Snow and glacier monitoring

“Glaciers are the best climate barometers”, says glaciologist Dr. Heïdi Sevestre, pointing out that glaciers act as natural reservoirs of snow and ice which supply drinking water, power energy generation and support agriculture for more than two billion people worldwide (ElicitPlant, n.d.). Because glaciers are sensitive to temperature shifts, their retreat and thinning offer some of the most direct insights into climate change. They also play a crucial role in regulating Earth’s climate by reflecting sunlight and cooling the planet. But these frozen reserves are shrinking fast. The Intergovernmental Panel on Climate Change (IPCC) reports that glaciers are retreating and snow seasons are getting shorter, reshaping landscapes and threatening water security across continents (IPCC, 2021).
The World Glacier Monitoring Service (WGMS) emphasizes that while field observations remain indispensable, an increasing share of glacier information now comes from spaceborne sensors, which extend coverage to remote and hazardous terrain and provide consistent, repeated observations over long time periods (WGMS, 2025).


Space technologies to support snow and glacier monitoring

Because many glaciers lie in remote mountain ranges or polar regions, monitoring them from the ground is extremely difficult. Satellites make it possible to observe these frozen landscapes consistently and globally. The Global Land Ice Measurements from Space (GLIMS) database, for example, has assembled outlines for more than 200 000 glaciers, creating an essential resource for climate research and water planning (NASA Earthdata, 2025).  Copernicus highlights that regular optical imaging enables detailed monitoring of glacier termini, melt dynamics and seasonal snow cover, even at the scale of individual glaciers (Copernicus, 2022), while repeat radar (e.g., Sentinel-1) supports mapping glacier flow/velocity and deformation, including under cloud cover and at night. Altimetry missions such as NASA’s Ice, Cloud, and land Elevation Satellite (ICESat-2) and ESA’s CryoSat-2 measure changes in glacier elevation, while the Gravity Recovery and Climate Experiment (GRACE) and the Follow On (GRACE-FO) missions detect regional changes in mass balance (National Snow and Ice Data Center and (NSIDC) 2025, ESA 2025, NASA JPL 2025). Synthetic aperture radar (SAR) and interferometry allow velocity mapping and deformation analysis under cloud cover and at night, supporting hazard assessment for avalanches and glacial lake outburst floods (Jarke, 2024).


What to do: Could you transcribe all the entries exactly, omitting the pictures?

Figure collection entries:
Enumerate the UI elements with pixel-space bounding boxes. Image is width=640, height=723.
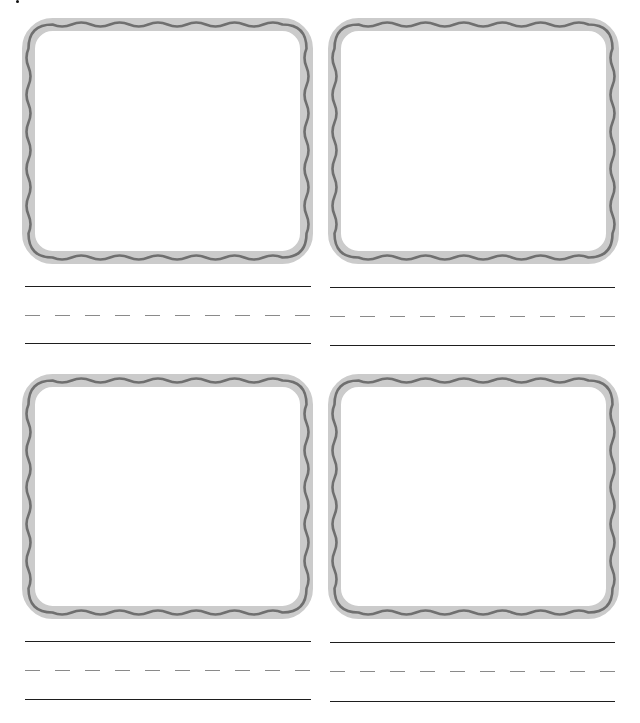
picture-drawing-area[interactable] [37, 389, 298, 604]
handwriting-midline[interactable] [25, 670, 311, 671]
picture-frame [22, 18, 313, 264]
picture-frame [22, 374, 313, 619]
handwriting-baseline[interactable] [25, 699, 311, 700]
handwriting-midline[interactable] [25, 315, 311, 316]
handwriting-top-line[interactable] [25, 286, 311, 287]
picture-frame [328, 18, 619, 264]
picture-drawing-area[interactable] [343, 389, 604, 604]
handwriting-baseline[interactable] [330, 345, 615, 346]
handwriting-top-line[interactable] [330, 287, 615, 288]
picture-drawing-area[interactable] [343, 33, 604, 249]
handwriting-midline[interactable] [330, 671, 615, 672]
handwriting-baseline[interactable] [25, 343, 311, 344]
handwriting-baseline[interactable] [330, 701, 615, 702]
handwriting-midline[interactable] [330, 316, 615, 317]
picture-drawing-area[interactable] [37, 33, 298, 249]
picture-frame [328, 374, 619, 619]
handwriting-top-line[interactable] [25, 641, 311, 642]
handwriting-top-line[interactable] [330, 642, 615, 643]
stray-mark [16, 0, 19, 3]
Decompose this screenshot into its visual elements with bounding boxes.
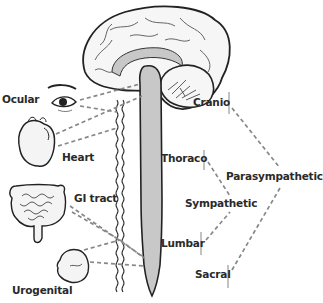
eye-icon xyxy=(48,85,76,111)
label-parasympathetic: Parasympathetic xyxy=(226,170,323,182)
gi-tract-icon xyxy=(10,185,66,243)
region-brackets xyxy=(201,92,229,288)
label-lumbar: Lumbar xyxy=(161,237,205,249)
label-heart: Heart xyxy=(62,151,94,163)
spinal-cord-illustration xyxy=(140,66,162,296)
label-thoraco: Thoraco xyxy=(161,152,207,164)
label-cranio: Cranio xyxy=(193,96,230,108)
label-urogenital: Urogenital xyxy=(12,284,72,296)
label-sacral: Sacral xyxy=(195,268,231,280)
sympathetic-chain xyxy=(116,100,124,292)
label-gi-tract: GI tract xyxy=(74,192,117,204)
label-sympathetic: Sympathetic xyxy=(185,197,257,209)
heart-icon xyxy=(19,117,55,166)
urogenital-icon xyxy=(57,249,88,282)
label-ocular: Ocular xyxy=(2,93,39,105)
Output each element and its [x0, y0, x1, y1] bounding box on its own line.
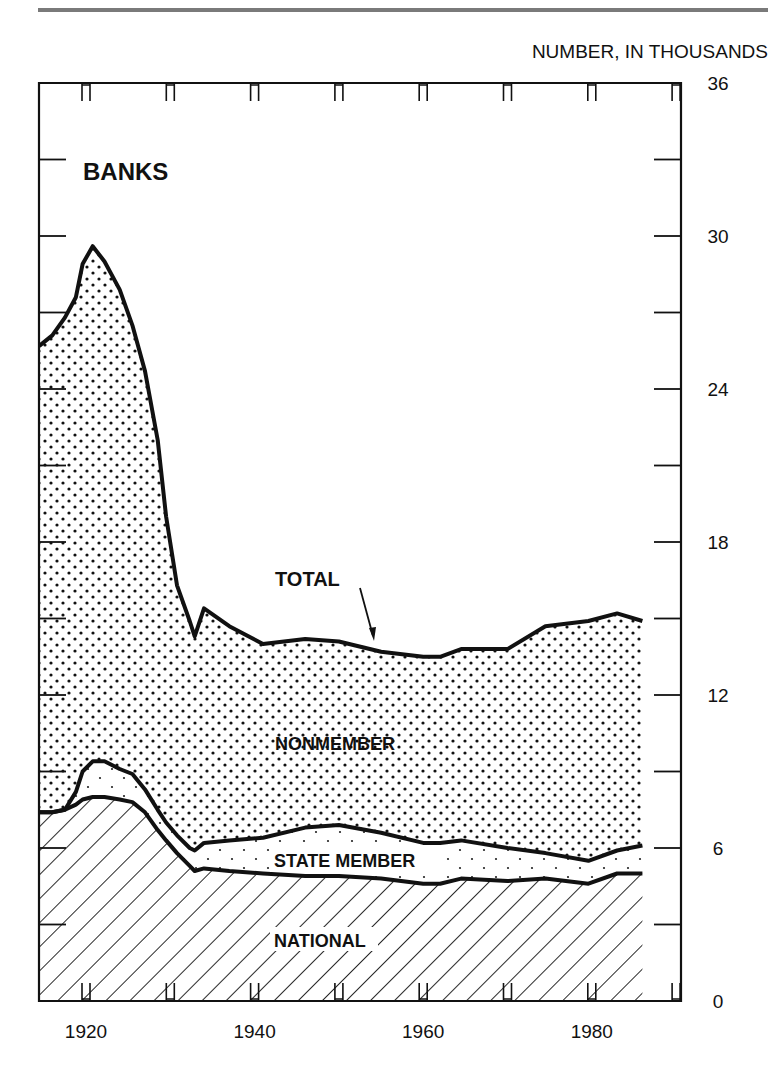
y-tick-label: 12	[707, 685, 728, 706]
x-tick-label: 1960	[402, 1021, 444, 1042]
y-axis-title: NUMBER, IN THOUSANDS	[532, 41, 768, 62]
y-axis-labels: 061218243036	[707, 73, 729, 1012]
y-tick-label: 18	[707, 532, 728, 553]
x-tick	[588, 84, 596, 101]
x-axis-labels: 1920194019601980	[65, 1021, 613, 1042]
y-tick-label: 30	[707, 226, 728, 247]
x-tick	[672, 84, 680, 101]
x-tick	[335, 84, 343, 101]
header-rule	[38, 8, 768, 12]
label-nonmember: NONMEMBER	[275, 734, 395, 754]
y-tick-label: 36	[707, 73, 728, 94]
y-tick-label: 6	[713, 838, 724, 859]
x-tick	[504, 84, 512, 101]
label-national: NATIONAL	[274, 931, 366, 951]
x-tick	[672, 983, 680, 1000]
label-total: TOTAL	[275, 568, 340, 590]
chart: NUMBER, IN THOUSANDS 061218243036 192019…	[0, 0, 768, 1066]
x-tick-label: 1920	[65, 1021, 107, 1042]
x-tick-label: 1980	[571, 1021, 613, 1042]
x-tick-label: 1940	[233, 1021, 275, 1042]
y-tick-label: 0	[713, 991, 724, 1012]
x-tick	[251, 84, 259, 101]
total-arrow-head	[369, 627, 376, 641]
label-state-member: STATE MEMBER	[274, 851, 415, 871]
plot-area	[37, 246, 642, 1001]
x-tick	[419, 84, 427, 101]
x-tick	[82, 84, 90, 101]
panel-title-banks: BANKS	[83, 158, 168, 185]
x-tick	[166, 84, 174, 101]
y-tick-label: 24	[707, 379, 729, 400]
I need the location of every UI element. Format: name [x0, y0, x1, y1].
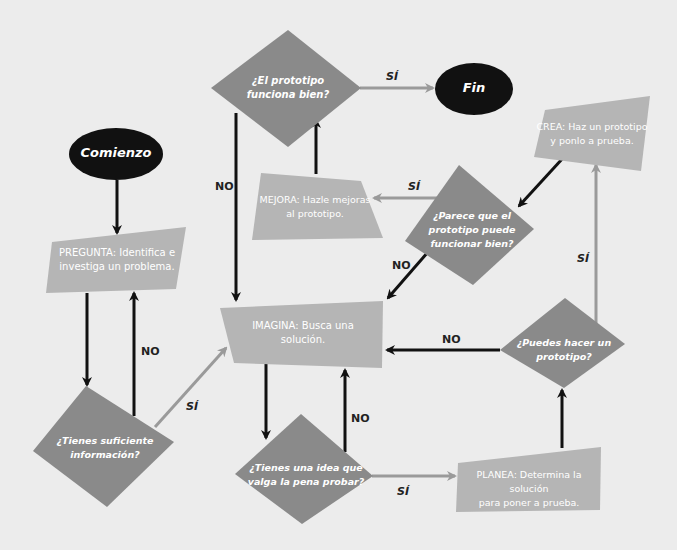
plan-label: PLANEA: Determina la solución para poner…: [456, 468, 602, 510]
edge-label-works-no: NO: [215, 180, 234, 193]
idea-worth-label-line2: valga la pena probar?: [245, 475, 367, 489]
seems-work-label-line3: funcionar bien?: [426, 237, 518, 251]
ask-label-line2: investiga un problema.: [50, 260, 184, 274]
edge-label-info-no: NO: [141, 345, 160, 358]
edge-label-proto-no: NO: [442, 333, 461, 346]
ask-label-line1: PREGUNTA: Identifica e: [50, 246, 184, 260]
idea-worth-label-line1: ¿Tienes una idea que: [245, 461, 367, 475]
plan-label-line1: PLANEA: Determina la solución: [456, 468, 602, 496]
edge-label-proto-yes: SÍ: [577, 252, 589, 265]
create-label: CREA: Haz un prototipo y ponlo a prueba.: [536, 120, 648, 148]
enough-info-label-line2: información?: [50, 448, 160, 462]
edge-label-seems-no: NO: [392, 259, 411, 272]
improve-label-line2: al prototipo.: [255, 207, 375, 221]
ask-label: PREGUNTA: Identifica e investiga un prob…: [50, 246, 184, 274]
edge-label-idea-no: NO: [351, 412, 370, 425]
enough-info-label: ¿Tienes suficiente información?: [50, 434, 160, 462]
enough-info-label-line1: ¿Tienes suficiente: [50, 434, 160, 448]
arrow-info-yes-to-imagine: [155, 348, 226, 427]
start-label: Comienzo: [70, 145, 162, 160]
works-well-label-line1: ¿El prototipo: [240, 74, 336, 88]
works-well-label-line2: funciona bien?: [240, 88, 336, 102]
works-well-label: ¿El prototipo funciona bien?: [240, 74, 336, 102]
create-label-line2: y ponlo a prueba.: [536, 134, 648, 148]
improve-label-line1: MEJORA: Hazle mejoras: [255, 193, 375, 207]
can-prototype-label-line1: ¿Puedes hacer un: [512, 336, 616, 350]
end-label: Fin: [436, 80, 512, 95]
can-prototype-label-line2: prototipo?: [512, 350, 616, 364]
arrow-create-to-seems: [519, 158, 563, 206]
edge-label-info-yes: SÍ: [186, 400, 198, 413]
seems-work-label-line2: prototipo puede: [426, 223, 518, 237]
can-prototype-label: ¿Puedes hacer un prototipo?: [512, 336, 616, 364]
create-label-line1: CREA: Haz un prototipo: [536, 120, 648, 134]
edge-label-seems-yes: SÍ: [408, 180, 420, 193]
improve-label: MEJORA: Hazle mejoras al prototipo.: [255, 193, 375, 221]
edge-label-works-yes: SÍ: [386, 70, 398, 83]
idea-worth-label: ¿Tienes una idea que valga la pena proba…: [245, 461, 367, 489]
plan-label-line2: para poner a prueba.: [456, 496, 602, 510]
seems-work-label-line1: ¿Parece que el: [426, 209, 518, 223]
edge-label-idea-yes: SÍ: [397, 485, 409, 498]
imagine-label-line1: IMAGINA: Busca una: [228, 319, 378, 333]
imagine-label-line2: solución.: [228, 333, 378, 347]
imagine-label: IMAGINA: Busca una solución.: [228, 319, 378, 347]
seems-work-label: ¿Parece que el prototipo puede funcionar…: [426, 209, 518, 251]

Task result:
Enumerate the UI elements with pixel-space bounding boxes. Image is width=640, height=723.
picture-drawing-area[interactable] [37, 389, 298, 604]
handwriting-midline[interactable] [25, 670, 311, 671]
picture-frame [22, 18, 313, 264]
picture-frame [22, 374, 313, 619]
handwriting-baseline[interactable] [25, 699, 311, 700]
handwriting-midline[interactable] [25, 315, 311, 316]
handwriting-top-line[interactable] [25, 286, 311, 287]
picture-frame [328, 18, 619, 264]
picture-drawing-area[interactable] [343, 389, 604, 604]
handwriting-baseline[interactable] [330, 345, 615, 346]
handwriting-top-line[interactable] [330, 287, 615, 288]
picture-drawing-area[interactable] [343, 33, 604, 249]
handwriting-midline[interactable] [330, 671, 615, 672]
handwriting-baseline[interactable] [25, 343, 311, 344]
handwriting-baseline[interactable] [330, 701, 615, 702]
handwriting-midline[interactable] [330, 316, 615, 317]
picture-drawing-area[interactable] [37, 33, 298, 249]
picture-frame [328, 374, 619, 619]
handwriting-top-line[interactable] [25, 641, 311, 642]
handwriting-top-line[interactable] [330, 642, 615, 643]
stray-mark [16, 0, 19, 3]
Decompose this screenshot into its visual elements with bounding boxes.
eye-icon xyxy=(48,85,76,111)
label-parasympathetic: Parasympathetic xyxy=(226,170,323,182)
gi-tract-icon xyxy=(10,185,66,243)
region-brackets xyxy=(201,92,229,288)
label-lumbar: Lumbar xyxy=(161,237,205,249)
label-heart: Heart xyxy=(62,151,94,163)
spinal-cord-illustration xyxy=(140,66,162,296)
label-thoraco: Thoraco xyxy=(161,152,207,164)
label-cranio: Cranio xyxy=(193,96,230,108)
label-urogenital: Urogenital xyxy=(12,284,72,296)
label-sacral: Sacral xyxy=(195,268,231,280)
sympathetic-chain xyxy=(116,100,124,292)
label-gi-tract: GI tract xyxy=(74,192,117,204)
label-sympathetic: Sympathetic xyxy=(185,197,257,209)
heart-icon xyxy=(19,117,55,166)
urogenital-icon xyxy=(57,249,88,282)
label-ocular: Ocular xyxy=(2,93,39,105)
Output each element and its [x0, y0, x1, y1] bounding box on its own line.
y-tick-label: 12	[707, 685, 728, 706]
x-tick-label: 1960	[402, 1021, 444, 1042]
y-axis-title: NUMBER, IN THOUSANDS	[532, 41, 768, 62]
y-axis-labels: 061218243036	[707, 73, 729, 1012]
y-tick-label: 18	[707, 532, 728, 553]
x-tick	[588, 84, 596, 101]
x-axis-labels: 1920194019601980	[65, 1021, 613, 1042]
y-tick-label: 30	[707, 226, 728, 247]
x-tick	[672, 84, 680, 101]
x-tick	[335, 84, 343, 101]
header-rule	[38, 8, 768, 12]
label-nonmember: NONMEMBER	[275, 734, 395, 754]
y-tick-label: 36	[707, 73, 728, 94]
y-tick-label: 6	[713, 838, 724, 859]
x-tick	[504, 84, 512, 101]
label-national: NATIONAL	[274, 931, 366, 951]
x-tick	[672, 983, 680, 1000]
label-total: TOTAL	[275, 568, 340, 590]
chart: NUMBER, IN THOUSANDS 061218243036 192019…	[0, 0, 768, 1066]
x-tick-label: 1920	[65, 1021, 107, 1042]
x-tick-label: 1980	[571, 1021, 613, 1042]
x-tick-label: 1940	[233, 1021, 275, 1042]
y-tick-label: 0	[713, 991, 724, 1012]
x-tick	[251, 84, 259, 101]
total-arrow-head	[369, 627, 376, 641]
label-state-member: STATE MEMBER	[274, 851, 415, 871]
plot-area	[37, 246, 642, 1001]
x-tick	[419, 84, 427, 101]
x-tick	[82, 84, 90, 101]
panel-title-banks: BANKS	[83, 158, 168, 185]
x-tick	[166, 84, 174, 101]
y-tick-label: 24	[707, 379, 729, 400]
I need the location of every UI element. Format: name [x0, y0, x1, y1].
plan-label: PLANEA: Determina la solución para poner…: [456, 468, 602, 510]
edge-label-works-no: NO: [215, 180, 234, 193]
idea-worth-label-line2: valga la pena probar?: [245, 475, 367, 489]
seems-work-label-line3: funcionar bien?: [426, 237, 518, 251]
ask-label-line2: investiga un problema.: [50, 260, 184, 274]
edge-label-info-no: NO: [141, 345, 160, 358]
edge-label-proto-no: NO: [442, 333, 461, 346]
ask-label-line1: PREGUNTA: Identifica e: [50, 246, 184, 260]
idea-worth-label-line1: ¿Tienes una idea que: [245, 461, 367, 475]
plan-label-line1: PLANEA: Determina la solución: [456, 468, 602, 496]
edge-label-proto-yes: SÍ: [577, 252, 589, 265]
create-label: CREA: Haz un prototipo y ponlo a prueba.: [536, 120, 648, 148]
enough-info-label-line2: información?: [50, 448, 160, 462]
edge-label-seems-no: NO: [392, 259, 411, 272]
improve-label-line2: al prototipo.: [255, 207, 375, 221]
ask-label: PREGUNTA: Identifica e investiga un prob…: [50, 246, 184, 274]
edge-label-idea-no: NO: [351, 412, 370, 425]
enough-info-label: ¿Tienes suficiente información?: [50, 434, 160, 462]
enough-info-label-line1: ¿Tienes suficiente: [50, 434, 160, 448]
arrow-info-yes-to-imagine: [155, 348, 226, 427]
start-label: Comienzo: [70, 145, 162, 160]
works-well-label-line1: ¿El prototipo: [240, 74, 336, 88]
works-well-label-line2: funciona bien?: [240, 88, 336, 102]
works-well-label: ¿El prototipo funciona bien?: [240, 74, 336, 102]
create-label-line2: y ponlo a prueba.: [536, 134, 648, 148]
improve-label-line1: MEJORA: Hazle mejoras: [255, 193, 375, 207]
can-prototype-label-line1: ¿Puedes hacer un: [512, 336, 616, 350]
end-label: Fin: [436, 80, 512, 95]
can-prototype-label-line2: prototipo?: [512, 350, 616, 364]
arrow-create-to-seems: [519, 158, 563, 206]
edge-label-info-yes: SÍ: [186, 400, 198, 413]
seems-work-label-line2: prototipo puede: [426, 223, 518, 237]
can-prototype-label: ¿Puedes hacer un prototipo?: [512, 336, 616, 364]
create-label-line1: CREA: Haz un prototipo: [536, 120, 648, 134]
edge-label-seems-yes: SÍ: [408, 180, 420, 193]
improve-label: MEJORA: Hazle mejoras al prototipo.: [255, 193, 375, 221]
edge-label-works-yes: SÍ: [386, 70, 398, 83]
idea-worth-label: ¿Tienes una idea que valga la pena proba…: [245, 461, 367, 489]
plan-label-line2: para poner a prueba.: [456, 496, 602, 510]
seems-work-label-line1: ¿Parece que el: [426, 209, 518, 223]
edge-label-idea-yes: SÍ: [397, 485, 409, 498]
imagine-label-line1: IMAGINA: Busca una: [228, 319, 378, 333]
imagine-label-line2: solución.: [228, 333, 378, 347]
imagine-label: IMAGINA: Busca una solución.: [228, 319, 378, 347]
seems-work-label: ¿Parece que el prototipo puede funcionar…: [426, 209, 518, 251]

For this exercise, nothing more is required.